In recent travels, I confirmed that IT teams are increasingly tasked to devise and implement continuous delivery systems for their companies. This shift to continuous delivery is part of a larger trend. Traditional set-in-stone SAP application support cycles are changing as components become more tightly integrated. The same shift has created a drive toward greater system control, change traceability and production stability.

Several teams mentioned a tension between faster delivery and closer control. One developer described it as “never time to do it right, always time to do it over.” But that’s not really a problem if your change control software has both sufficient flexibility and broad enough enforcement capability. These two attributes are, of course, key goals of Rev-Trac. Increasing volumes of change delivered faster, at higher quality.

Even with a powerful and flexible change control tool, the challenges you’ll face when shifting to continual delivery will not be trivial. But the right software will make the shift much smoother.

Optimum Strategy

Most organizations with large, complex infrastructures have settled on a 'multi-lane' or 'multi-track' approach that reflects the different priorities assigned to different types of change. That allows IT to follow different development, QA, review and approval policies with different types of change.

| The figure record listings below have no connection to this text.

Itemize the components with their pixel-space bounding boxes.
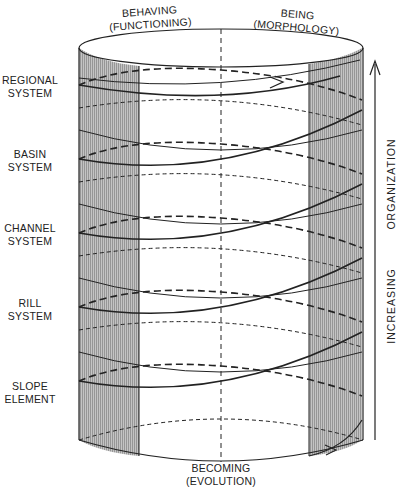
level-label-regional-system: REGIONAL SYSTEM [0,74,60,100]
level-label-basin-system: BASIN SYSTEM [0,148,60,174]
level-label-channel-system: CHANNEL SYSTEM [0,222,60,248]
becoming-label: BECOMING (EVOLUTION) [166,462,276,488]
axis-label-increasing: INCREASING [385,256,397,356]
level-label-rill-system: RILL SYSTEM [0,297,60,323]
axis-label-organization: ORGANIZATION [385,134,397,234]
helix-arrowhead [270,77,283,88]
level-label-slope-element: SLOPE ELEMENT [0,380,60,406]
right-shaded-band [309,48,362,456]
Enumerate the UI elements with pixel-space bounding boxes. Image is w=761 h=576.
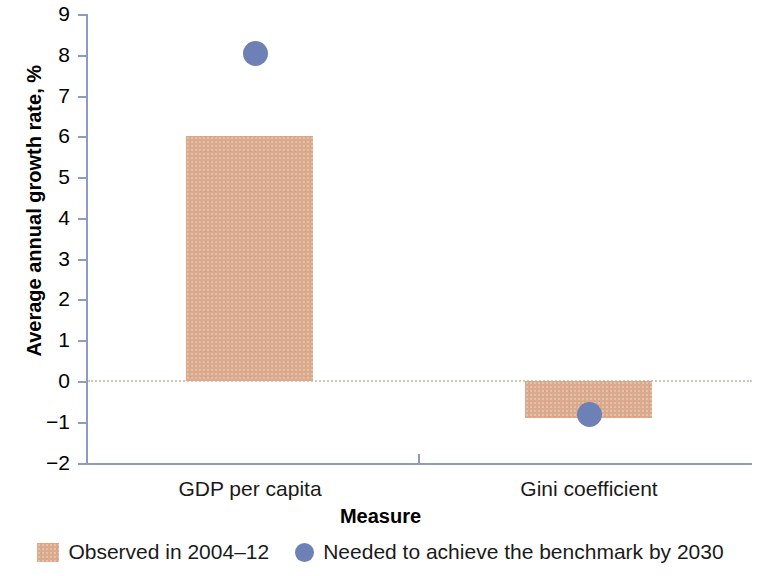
- x-tick-mark: [418, 454, 420, 465]
- y-tick-label: 6: [58, 124, 70, 148]
- y-tick-mark: [78, 422, 87, 424]
- y-tick-label: 3: [58, 247, 70, 271]
- y-tick-label: −2: [46, 451, 70, 475]
- dot-gini-coefficient: [577, 402, 602, 427]
- x-axis-title: Measure: [0, 505, 761, 528]
- y-tick-label: −1: [46, 410, 70, 434]
- y-tick-mark: [78, 14, 87, 16]
- y-tick-mark: [78, 340, 87, 342]
- chart-legend: Observed in 2004–12 Needed to achieve th…: [0, 540, 761, 564]
- y-tick-label: 7: [58, 84, 70, 108]
- y-axis-line: [86, 14, 88, 464]
- chart-figure: Average annual growth rate, % 9 8 7 6 5 …: [0, 0, 761, 576]
- y-tick-label: 5: [58, 165, 70, 189]
- legend-label-observed: Observed in 2004–12: [68, 540, 269, 564]
- legend-square-swatch-icon: [37, 543, 59, 562]
- legend-label-needed: Needed to achieve the benchmark by 2030: [323, 540, 723, 564]
- dot-gdp-per-capita: [243, 41, 268, 66]
- y-tick-mark: [78, 136, 87, 138]
- legend-circle-swatch-icon: [295, 543, 314, 562]
- y-tick-mark: [78, 259, 87, 261]
- y-tick-label: 0: [58, 369, 70, 393]
- y-axis-title: Average annual growth rate, %: [23, 97, 46, 357]
- y-tick-mark: [78, 299, 87, 301]
- y-tick-label: 2: [58, 287, 70, 311]
- y-tick-mark: [78, 218, 87, 220]
- legend-item-observed: Observed in 2004–12: [37, 540, 269, 564]
- y-tick-mark: [78, 177, 87, 179]
- y-tick-label: 1: [58, 328, 70, 352]
- y-tick-mark: [78, 55, 87, 57]
- legend-item-needed: Needed to achieve the benchmark by 2030: [295, 540, 723, 564]
- x-tick-label-gdp-per-capita: GDP per capita: [150, 477, 350, 501]
- x-tick-label-gini-coefficient: Gini coefficient: [489, 477, 689, 501]
- y-tick-label: 9: [58, 2, 70, 26]
- y-tick-label: 8: [58, 43, 70, 67]
- y-tick-mark: [78, 381, 87, 383]
- bar-gdp-per-capita: [186, 136, 313, 381]
- y-tick-mark: [78, 463, 87, 465]
- y-tick-label: 4: [58, 206, 70, 230]
- y-tick-mark: [78, 96, 87, 98]
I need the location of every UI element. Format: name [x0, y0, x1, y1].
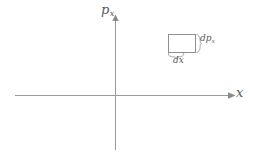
p-axis-label: px — [101, 3, 114, 18]
diagram-canvas — [0, 0, 257, 160]
phase-space-cell-rect — [169, 35, 196, 53]
dx-label: dx — [173, 56, 184, 65]
x-axis-label: x — [236, 86, 243, 99]
p-axis-label-subscript: x — [109, 9, 114, 18]
x-axis-arrowhead — [228, 92, 236, 99]
dp-label-base: dp — [200, 33, 212, 43]
x-axis-label-base: x — [236, 85, 243, 100]
phase-space-diagram: px x dpx dx — [0, 0, 257, 160]
dp-label-subscript: x — [212, 38, 215, 44]
dp-label: dpx — [200, 34, 215, 44]
dx-label-base: dx — [173, 55, 184, 65]
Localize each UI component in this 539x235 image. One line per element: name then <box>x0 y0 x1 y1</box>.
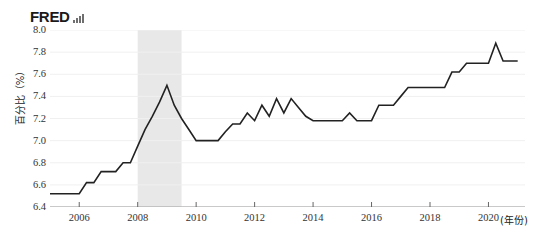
bar-chart-icon <box>73 14 84 24</box>
y-axis-tick-label: 7.0 <box>20 136 46 146</box>
chart-svg <box>50 30 525 207</box>
x-axis-tick-label: 2020 <box>478 212 499 223</box>
x-axis-title: (年份) <box>500 212 528 227</box>
y-axis-tick-labels: 8.07.87.67.47.27.06.86.66.4 <box>0 0 46 235</box>
y-axis-tick-label: 7.8 <box>20 47 46 57</box>
x-axis-tick-label: 2014 <box>303 212 324 223</box>
x-axis-tick-label: 2006 <box>69 212 90 223</box>
gridlines <box>50 30 525 207</box>
x-axis-tick-label: 2012 <box>244 212 265 223</box>
x-axis-tick-label: 2018 <box>420 212 441 223</box>
plot-area <box>50 30 525 207</box>
y-axis-tick-label: 8.0 <box>20 25 46 35</box>
y-axis-tick-label: 7.4 <box>20 91 46 101</box>
x-axis-tick-labels: 20062008201020122014201620182020 <box>0 212 539 232</box>
y-axis-tick-label: 7.2 <box>20 114 46 124</box>
fred-chart: FRED 百分比（%） 8.07.87.67.47.27.06.86.66.4 … <box>0 0 539 235</box>
x-axis-tick-label: 2010 <box>186 212 207 223</box>
x-axis-tick-label: 2008 <box>127 212 148 223</box>
y-axis-tick-label: 6.4 <box>20 202 46 212</box>
y-axis-tick-label: 6.6 <box>20 180 46 190</box>
x-axis-tick-label: 2016 <box>361 212 382 223</box>
y-axis-tick-label: 6.8 <box>20 158 46 168</box>
y-axis-tick-label: 7.6 <box>20 69 46 79</box>
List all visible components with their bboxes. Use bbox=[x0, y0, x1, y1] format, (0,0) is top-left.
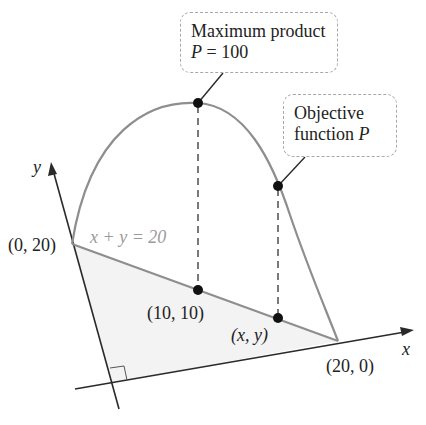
callout-maximum-line2: P = 100 bbox=[191, 42, 327, 63]
objective-point bbox=[273, 181, 283, 191]
max-point bbox=[193, 98, 203, 108]
callout-objective-line2: function P bbox=[294, 124, 386, 145]
general-point-label: (x, y) bbox=[231, 326, 268, 344]
callout-objective-function: Objective function P bbox=[283, 94, 397, 157]
objective-function-diagram: Maximum product P = 100 Objective functi… bbox=[0, 0, 426, 425]
x-axis-label: x bbox=[402, 340, 410, 358]
x-intercept-label: (20, 0) bbox=[326, 357, 374, 375]
x-axis-arrow-icon bbox=[400, 327, 414, 336]
general-point bbox=[273, 313, 283, 323]
y-axis-label: y bbox=[33, 158, 41, 176]
midpoint-label: (10, 10) bbox=[147, 304, 204, 322]
callout-maximum-value: = 100 bbox=[202, 42, 248, 62]
callout-maximum-product: Maximum product P = 100 bbox=[180, 12, 338, 73]
y-axis-arrow-icon bbox=[48, 162, 57, 176]
constraint-label: x + y = 20 bbox=[90, 228, 166, 246]
y-intercept-label: (0, 20) bbox=[8, 236, 56, 254]
feasible-region bbox=[72, 244, 338, 383]
callout-maximum-line1: Maximum product bbox=[191, 21, 327, 42]
callout-objective-text: function bbox=[294, 124, 359, 144]
callout-objective-line1: Objective bbox=[294, 103, 386, 124]
midpoint-point bbox=[193, 285, 203, 295]
callout-leader-max bbox=[198, 73, 223, 103]
callout-maximum-var: P bbox=[191, 42, 202, 62]
callout-objective-var: P bbox=[359, 124, 370, 144]
callout-leader-objective bbox=[278, 157, 305, 186]
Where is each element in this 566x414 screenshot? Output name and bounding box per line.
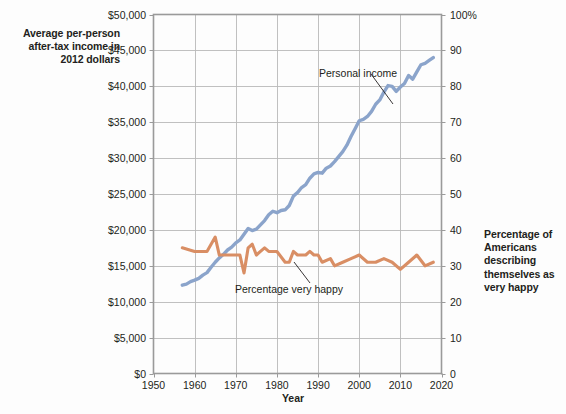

One strategy that can work well uses different delivery lanes like this:

  • Lane 1 – Emergency changes – These are assigned the highest priority and the fastest track to promotion. Typically, an emergency change is IT’s fastest possible response to unexpected problems, especially those that have potential to bring down the system or disrupt business processes.
  • Lane 2 – Weekly support releases – These are regular support changes that flow out on a weekly or biweekly basis. They include, for example, small enhancements requested by business and adjustments to data flows to accommodate new requirements.
  • Lane 3 – Monthly scheduled releases – This is the main channel for accelerated delivery of major enhancements and business-requested change orders. Depending upon your organization’s size, complexity and change volume, Lane 3 would deliver its changes in monthly or even quarterly cycles. This is not quite agile development, but in practical terms for a large organization, it is close.
  • Lane 4 – Major projects on 6 or 12 month cycles – These are the unavoidable major SAP projects that bring new modules online, upgrade crucial systems, and so forth. They may also include major in-house projects, such as consolidating different business units or bringing significant third-party applications on line.

The challenge facing the change delivery team is managing concurrent change across all four lanes efficiently whilst occasionally swapping change from one lane to another and, eventually, merging all lanes into the one as delivery into production takes place. I will be getting into more of the detail throughout the series as we go though the challenges each lane presents and the overall challenges presented in managing all four lanes together.

In other field notes, I verified that tight integrations (theme of our last post series) are rapidly gaining importance. Customers increasingly put vendors through their paces to make sure claimed integrations work well and as advertised. If integrations are a factor for your team and you missed our last series, check our four-part Integrations series that begins here.